Jew me down

The comments came out of nowhere, which is why they took us by surprise.

Over the four years we’d known him, our friend, Steve, was well aware we were Jewish. But all of a sudden, this summer, anti-Semitic jokes began spilling into his conversation in the most random ways.

“Everyone knows Jews make all the money,” he deadpanned during a golf game. Was he joking or serious? The Jewish golfers around him wondered. No one said a word, but we talked it over later. Why would he say something like that? It had felt like a slap in the face, a bombshell dropped on an otherwise beautiful day out with friends.

We let it go.

But a few weeks later, there were more comments. And later, even more.

I was angry at our friend, but mostly disappointed. Did he not realize from the stunned silence how offensive he was being? Was he testing the boundaries of humour with his Jewish friends, trying to poke fun, or intentionally voicing anti-Semitic sentiments? My husband and I talked it over late at night and decided it had to be a pathetic attempt at humour that was, at best, inappropriate.

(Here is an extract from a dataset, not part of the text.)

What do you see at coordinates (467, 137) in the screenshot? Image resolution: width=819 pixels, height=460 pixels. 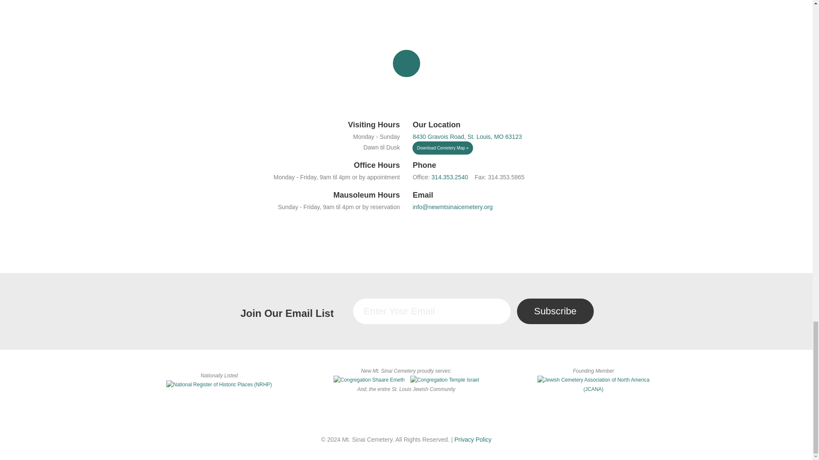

After another Jew-comment over dinner, I tried to address the unfunny jokes anecdotally.

“Can you believe it? A North Vancouver city councillor recently announced at a council meeting that he would not be ‘Jewed down’ on taxes?” I told our group of friends.

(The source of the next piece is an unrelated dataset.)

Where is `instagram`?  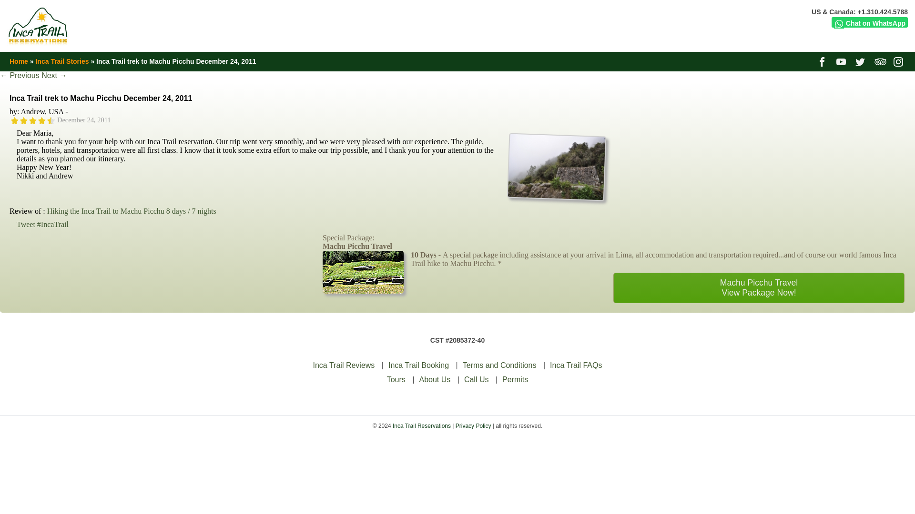
instagram is located at coordinates (899, 61).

Last May, Rod Clark had said the city was “getting Jewed down completely” on the taxes it was owed. When his political blunder was addressed seconds later at the same meeting, the stubborn man refused to retract his comment, believing the phrase was just an ordinary, meaningless part of the lexicon.

It wasn’t until it made the headlines that he could be convinced otherwise and changed tack, swapping indignation for repentance. “A lot of people don’t consider the racial stereotypes behind comments like this,” I declared, making sure Steve was listening carefully.

The conversation moved on. But the anti-Semitic cracks Steve had voiced still weighed heavily on my mind. I wrestled with the prospect of a direct confrontation and decided it was the only way to completely clear the air.

I knocked on his door and with a grave expression and little preamble, started my shpiel. “Those Jew jokes you’ve been making – they’re really not funny,” I told him. “They hit a nerve and make me very uncomfortable. Please, no more.”

Steve apologized for his poor taste in humour, and we moved on. The Jew jokes stopped completely and the friendship continued with barely a hiccup.

Except that comments like the ones he uttered can never be completely eradicated. They get stored somewhere deep in our individual psyche, and when they’re uttered again, they emerge, their arrows sharper and more penetrative than ever.